In other words, if bloating is behind your stomach pain, adding more salt is the opposite of what your body needs.
When Salt Water Actually Helps
There is one specific scenario where a salt-and-water solution genuinely helps with stomach-related discomfort: dehydration caused by diarrhea or vomiting. When you lose fluids rapidly, you also lose electrolytes, and the resulting dehydration can cause abdominal cramping, nausea, and weakness. Plain water alone doesn’t fix this efficiently because your small intestine absorbs water much faster when sodium and glucose are present together. This principle, discovered in the 1960s, was described in The Lancet as “potentially the most important medical advance of this century.”
This is the science behind oral rehydration solutions (ORS), which the World Health Organization recommends for treating dehydration from diarrhea. The current WHO formula uses a carefully calibrated concentration of about 224 milliosmoles per liter, with specific ratios of sodium, glucose, and other electrolytes. That’s very different from dumping two teaspoons of salt into a glass of water. ORS packets are available at most pharmacies, or you can approximate one at home with half a teaspoon of salt and six teaspoons of sugar dissolved in one liter of clean water.

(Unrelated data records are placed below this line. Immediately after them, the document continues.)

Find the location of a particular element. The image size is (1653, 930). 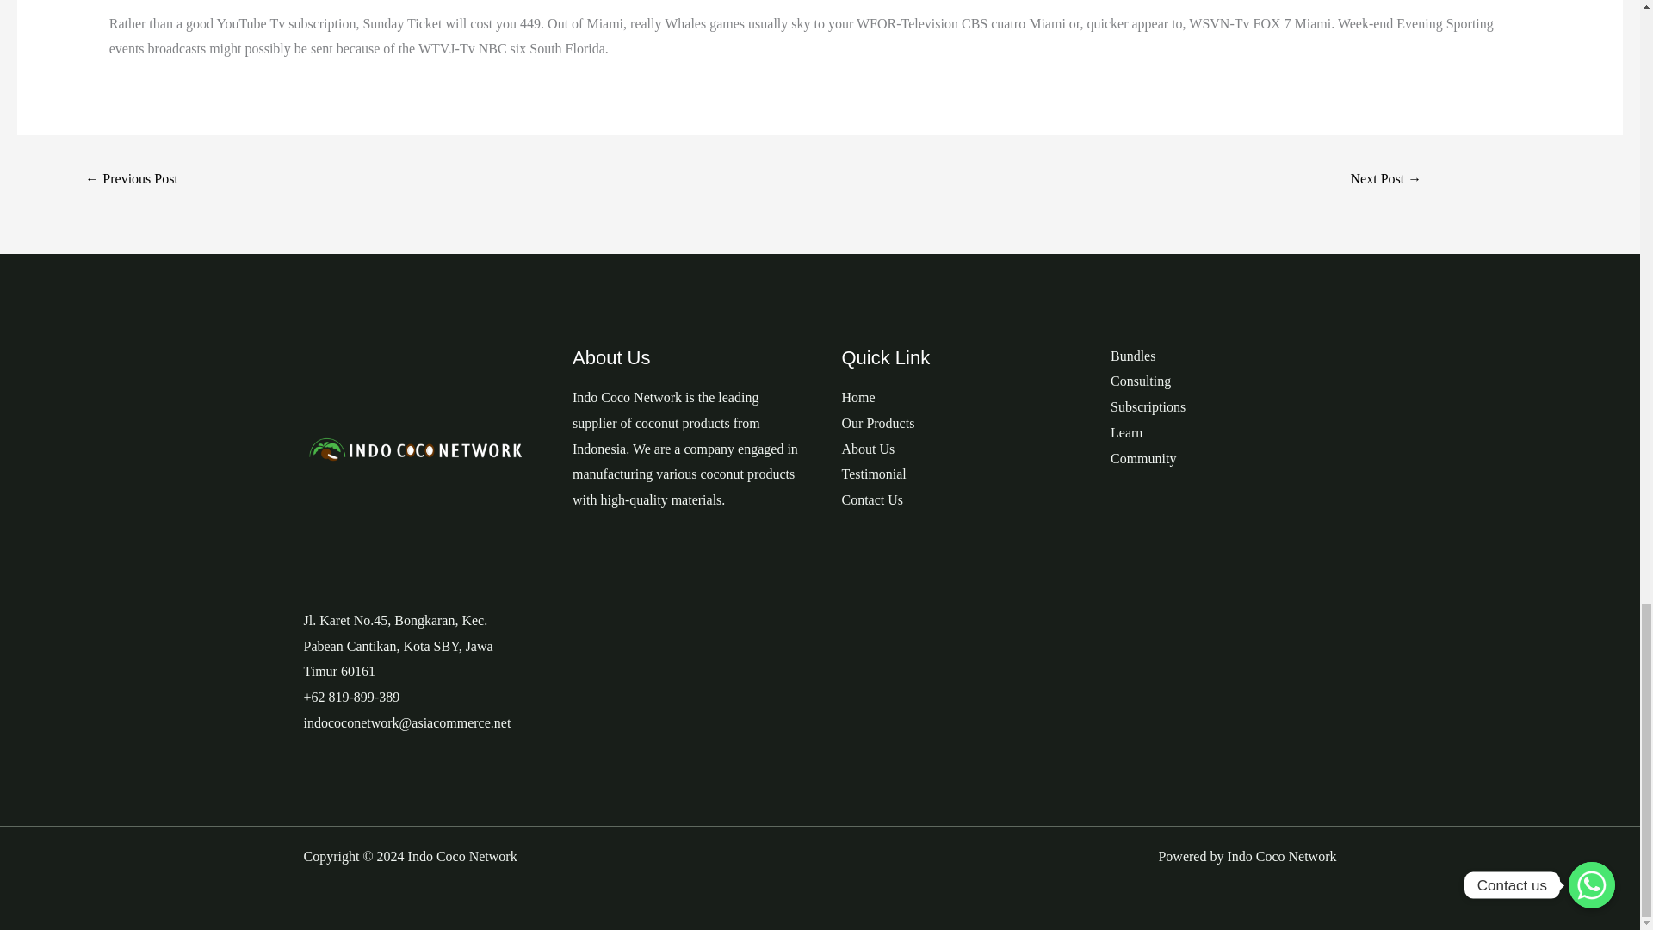

Testimonial is located at coordinates (873, 473). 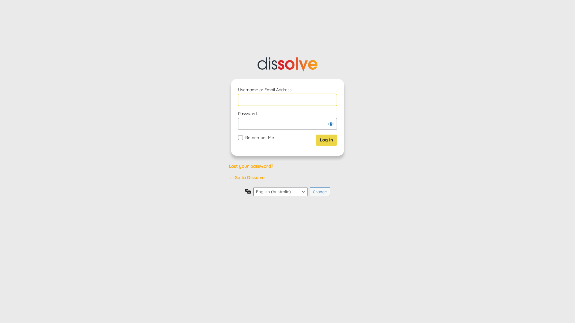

The sugar is essential because it’s what drives sodium and water absorption in the gut.
If your stomach pain is from a bout of food poisoning or a stomach bug and you’re losing fluids, this kind of balanced rehydration solution can ease cramping and help you recover faster. But it works because of the precise balance of ingredients, not because of the salt alone.
Risks for People With Gastritis or Ulcers
If your stomach pain is related to gastritis, ulcers, or an H. pylori infection, salt water is particularly risky. Research shows that high salt intake increases H. pylori colonization in the stomach lining. In infected individuals, higher salt consumption worsens inflammation, accelerates damage to the stomach’s protective barrier, and increases the rate of abnormal cell turnover. One study found that H. pylori-infected mice showed significantly worse inflammation when fed a high-salt diet. Salt essentially creates conditions that let the bacteria do more damage.
Even without an active infection, high salt concentrations can disrupt the mucous layer that protects your stomach from its own acid. If you already have an inflamed or damaged stomach lining, introducing concentrated salt water adds an irritant on top of existing injury.
What to Try Instead
For general stomach pain, your approach should depend on the likely cause. If you’re dealing with acid-related discomfort like heartburn or indigestion, a simple antacid or a glass of plain water to dilute stomach acid is a better starting point. If nausea is the main symptom, small sips of clear fluids at room temperature, ginger tea, or peppermint tea tend to settle the stomach more effectively than salt water.
For dehydration from vomiting or diarrhea, use a commercial oral rehydration solution or a homemade version with the correct sugar-to-salt ratio. For bloating, reducing sodium intake rather than increasing it is the evidence-based move. The daily recommended sodium limit is 2,300 milligrams for adults in the U.S. and 2,000 milligrams according to the WHO. Two teaspoons of salt in a salt water flush contain roughly 4,000 to 5,000 milligrams of sodium, nearly double the entire day’s recommended limit in a single drink.
Persistent or severe stomach pain that doesn’t resolve within a few hours, or pain accompanied by fever, blood in vomit or stool, or an inability to keep fluids down, warrants medical attention rather than home remedies.